Generating on-the-fly images for Perch CMS

Since going Freelance I’ve been doing a fair bit of CMS integration for existing sites or for local graphic agencies that want something that offers simple content management quickly and cheaply.

Normally my CMS of choice is ExpressionEngine but in most cases this would just be overkill – the CMS is too complex and the license cost too great for smaller projects that only need a quick blog or image gallery on an otherwise static site.
Enter the fantastic Perch Content Management System – an extremely user-friendly and coder-friendly way of adding simple CMS functionality to otherwise static sites.

It differs from other CMS’ I’ve used in that is ‘template first’ – in other words the templates define the content management and not the other way round.
This is no bad thing but the one area where it falls short is with images.

Perch is rather cunning and you can set in advance a pre-defined thumbnail size for use in templates so that when an image is uploaded to the CMS it automagically crops images to the appropriate sizes for use in the front-end. However this becomes a problem if you or a client then decided to resize image thumbnail sizes in your templates.

This happened to me recently on a site that featured around fifty images entered via the Perch control panel.
The client wanted larger thumbnails and the only way to achieve this in Perch would be to redefine the thumbnail size in the CMS templates and upload all the images. Again.

This was less than ideal, so having done some image maniulation in PHP before I decided to write a wee add-on so that if you change the image crop sizes then new image thumbnails will be generated on-the-fly when they are requested.

The premise is simple. Perch appends a simple parameter to image filenames when it generates new image thumbnails.
A .htaccess in the resources folder directs all requests that aren’t for existing files to a PHP script.
The PHP script checks to see if a source image exists, calculates the resize dimensions in the requested filename and then redraws a new thumbnail with these dimensions.

This has been tested on one Perch build but obviously the more the merrier so would be really grateful if anyone using Perch could give it a try.
Installation and usage instructions are simple and contained in the acommpanying README file.
The files can be downloaded from the project Github repository

I welcome any feedback, suggestions or contributions to the code and please note that the PHP is pretty dirty.
I have no doubt that it could be tidied up substantially!

Comments

Nice initiative! Never had the time (read: guts) to create a Perch plugin/add-on w/ that functionality.
Maybe this script will do the heavy lifting.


* **About this task**
This exercise calls for the listing to be set down exactly.

* **Supplied entries**
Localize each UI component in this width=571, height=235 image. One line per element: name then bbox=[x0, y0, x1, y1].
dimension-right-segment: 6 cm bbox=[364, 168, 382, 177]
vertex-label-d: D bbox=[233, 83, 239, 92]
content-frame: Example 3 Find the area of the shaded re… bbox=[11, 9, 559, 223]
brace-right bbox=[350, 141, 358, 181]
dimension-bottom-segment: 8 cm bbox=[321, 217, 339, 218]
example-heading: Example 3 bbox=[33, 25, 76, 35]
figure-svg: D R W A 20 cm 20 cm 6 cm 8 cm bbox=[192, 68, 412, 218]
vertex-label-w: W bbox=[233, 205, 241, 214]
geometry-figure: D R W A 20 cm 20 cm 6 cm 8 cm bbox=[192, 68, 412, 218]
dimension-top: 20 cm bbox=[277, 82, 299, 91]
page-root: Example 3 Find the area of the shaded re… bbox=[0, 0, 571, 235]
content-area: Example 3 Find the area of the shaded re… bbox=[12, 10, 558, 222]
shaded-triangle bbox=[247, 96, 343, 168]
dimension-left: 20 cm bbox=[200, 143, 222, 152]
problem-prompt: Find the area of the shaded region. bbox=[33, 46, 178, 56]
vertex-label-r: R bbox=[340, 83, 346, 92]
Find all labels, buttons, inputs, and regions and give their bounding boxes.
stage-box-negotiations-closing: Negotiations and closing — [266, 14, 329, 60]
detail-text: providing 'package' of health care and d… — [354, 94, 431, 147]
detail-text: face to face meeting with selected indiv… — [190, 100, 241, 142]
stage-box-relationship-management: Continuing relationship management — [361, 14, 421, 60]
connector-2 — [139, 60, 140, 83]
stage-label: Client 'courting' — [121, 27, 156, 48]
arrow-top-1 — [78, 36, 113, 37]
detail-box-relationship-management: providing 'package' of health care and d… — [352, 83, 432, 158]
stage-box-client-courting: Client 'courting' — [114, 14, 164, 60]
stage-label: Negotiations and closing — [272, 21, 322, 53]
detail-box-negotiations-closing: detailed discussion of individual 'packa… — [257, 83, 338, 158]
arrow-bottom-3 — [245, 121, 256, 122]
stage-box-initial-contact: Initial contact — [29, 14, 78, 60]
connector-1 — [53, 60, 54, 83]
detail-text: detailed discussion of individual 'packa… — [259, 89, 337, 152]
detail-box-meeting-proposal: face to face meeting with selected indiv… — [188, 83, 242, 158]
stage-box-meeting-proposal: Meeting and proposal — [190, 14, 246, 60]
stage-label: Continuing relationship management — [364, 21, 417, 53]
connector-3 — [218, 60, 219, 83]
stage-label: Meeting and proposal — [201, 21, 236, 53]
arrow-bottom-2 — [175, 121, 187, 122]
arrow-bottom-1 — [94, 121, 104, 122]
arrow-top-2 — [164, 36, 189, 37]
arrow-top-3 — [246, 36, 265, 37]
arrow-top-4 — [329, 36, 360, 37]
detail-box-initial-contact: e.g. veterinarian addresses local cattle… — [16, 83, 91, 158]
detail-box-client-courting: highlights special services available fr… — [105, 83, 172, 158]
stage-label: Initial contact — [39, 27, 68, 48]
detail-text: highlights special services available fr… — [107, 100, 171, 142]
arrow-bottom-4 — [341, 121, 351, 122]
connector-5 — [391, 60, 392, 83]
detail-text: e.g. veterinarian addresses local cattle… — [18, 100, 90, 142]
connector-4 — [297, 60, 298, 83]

* **Exercise answer**
Localize each UI component in this width=571, height=235 image. One line per element: name then bbox=[x0, y0, x1, y1].
dimension-right-segment: 6 cm bbox=[364, 168, 382, 177]
vertex-label-d: D bbox=[233, 83, 239, 92]
content-frame: Example 3 Find the area of the shaded re… bbox=[11, 9, 559, 223]
brace-right bbox=[350, 141, 358, 181]
dimension-bottom-segment: 8 cm bbox=[321, 217, 339, 218]
example-heading: Example 3 bbox=[33, 25, 76, 35]
figure-svg: D R W A 20 cm 20 cm 6 cm 8 cm bbox=[192, 68, 412, 218]
vertex-label-w: W bbox=[233, 205, 241, 214]
geometry-figure: D R W A 20 cm 20 cm 6 cm 8 cm bbox=[192, 68, 412, 218]
dimension-top: 20 cm bbox=[277, 82, 299, 91]
page-root: Example 3 Find the area of the shaded re… bbox=[0, 0, 571, 235]
content-area: Example 3 Find the area of the shaded re… bbox=[12, 10, 558, 222]
shaded-triangle bbox=[247, 96, 343, 168]
dimension-left: 20 cm bbox=[200, 143, 222, 152]
problem-prompt: Find the area of the shaded region. bbox=[33, 46, 178, 56]
vertex-label-r: R bbox=[340, 83, 346, 92]
Find all labels, buttons, inputs, and regions and give their bounding boxes.
stage-box-negotiations-closing: Negotiations and closing — [266, 14, 329, 60]
detail-text: providing 'package' of health care and d… — [354, 94, 431, 147]
detail-text: face to face meeting with selected indiv… — [190, 100, 241, 142]
stage-box-relationship-management: Continuing relationship management — [361, 14, 421, 60]
connector-2 — [139, 60, 140, 83]
stage-label: Client 'courting' — [121, 27, 156, 48]
arrow-top-1 — [78, 36, 113, 37]
detail-box-relationship-management: providing 'package' of health care and d… — [352, 83, 432, 158]
stage-box-client-courting: Client 'courting' — [114, 14, 164, 60]
stage-label: Negotiations and closing — [272, 21, 322, 53]
detail-box-negotiations-closing: detailed discussion of individual 'packa… — [257, 83, 338, 158]
arrow-bottom-3 — [245, 121, 256, 122]
stage-box-initial-contact: Initial contact — [29, 14, 78, 60]
connector-1 — [53, 60, 54, 83]
detail-text: detailed discussion of individual 'packa… — [259, 89, 337, 152]
detail-box-meeting-proposal: face to face meeting with selected indiv… — [188, 83, 242, 158]
stage-box-meeting-proposal: Meeting and proposal — [190, 14, 246, 60]
stage-label: Continuing relationship management — [364, 21, 417, 53]
connector-3 — [218, 60, 219, 83]
stage-label: Meeting and proposal — [201, 21, 236, 53]
arrow-bottom-2 — [175, 121, 187, 122]
arrow-bottom-1 — [94, 121, 104, 122]
arrow-top-2 — [164, 36, 189, 37]
arrow-top-3 — [246, 36, 265, 37]
arrow-top-4 — [329, 36, 360, 37]
detail-box-initial-contact: e.g. veterinarian addresses local cattle… — [16, 83, 91, 158]
detail-box-client-courting: highlights special services available fr… — [105, 83, 172, 158]
stage-label: Initial contact — [39, 27, 68, 48]
detail-text: highlights special services available fr… — [107, 100, 171, 142]
arrow-bottom-4 — [341, 121, 351, 122]
connector-5 — [391, 60, 392, 83]
detail-text: e.g. veterinarian addresses local cattle… — [18, 100, 90, 142]
connector-4 — [297, 60, 298, 83]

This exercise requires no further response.